Dream true--was this progress through the mist also a dream? Dreams within dreams.... Shann put his hand to his head, uncertain, badly shaken. But that stubborn core of determination within him was still holding. Next time he would be prepared at once to face down any resurrected memory.
Walking slowly, pausing to listen for the slightest sound which might herald the coming of a new illusion, Shann tried to guess which of his nightmares might come to face him. But he was to learn that there was more than one kind of dream. Steeled against old fears, he was met by another emotion altogether.
There was a fluttering in the air, a little crooning cry which pulled at his heart. Without any conscious thought, Shann held out his hands, whistling on two notes a call which his lips appeared to remember more quickly than his mind. The shape which winged through the fog came straight to his waiting hold, tore at long-walled-away hurt with its once familiar beauty. It flew with a list; one of the delicately tinted wings was injured, had never healed straight. But the seraph nestled into the hollow of Shann's two palms and looked up at him with all the old liquid trust.
”Trav! Trav!” He cradled the tiny creature carefully, regarded with joy its feathered body, the curled plumes on its proudly held head, felt the silken patting of those infinitesimal claws against his protecting fingers.
Shann sat down in the sand, hardly daring to breathe.

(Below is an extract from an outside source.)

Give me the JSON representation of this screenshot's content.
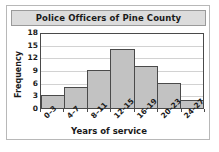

Trav--again! The wonder of this never-to-be-hoped-for return filled him with a surge of happiness almost too great to bear, which hurt in its way with as great a pain as Logally's lash; it was a pain rooted in love, not fear and hate.
Logally's lash....
Shann trembled. Trav raised one of those small claws toward the Terran's face, crooning a soft caressing cry for recognition, for protection, trying to be a part of Shann's life once more.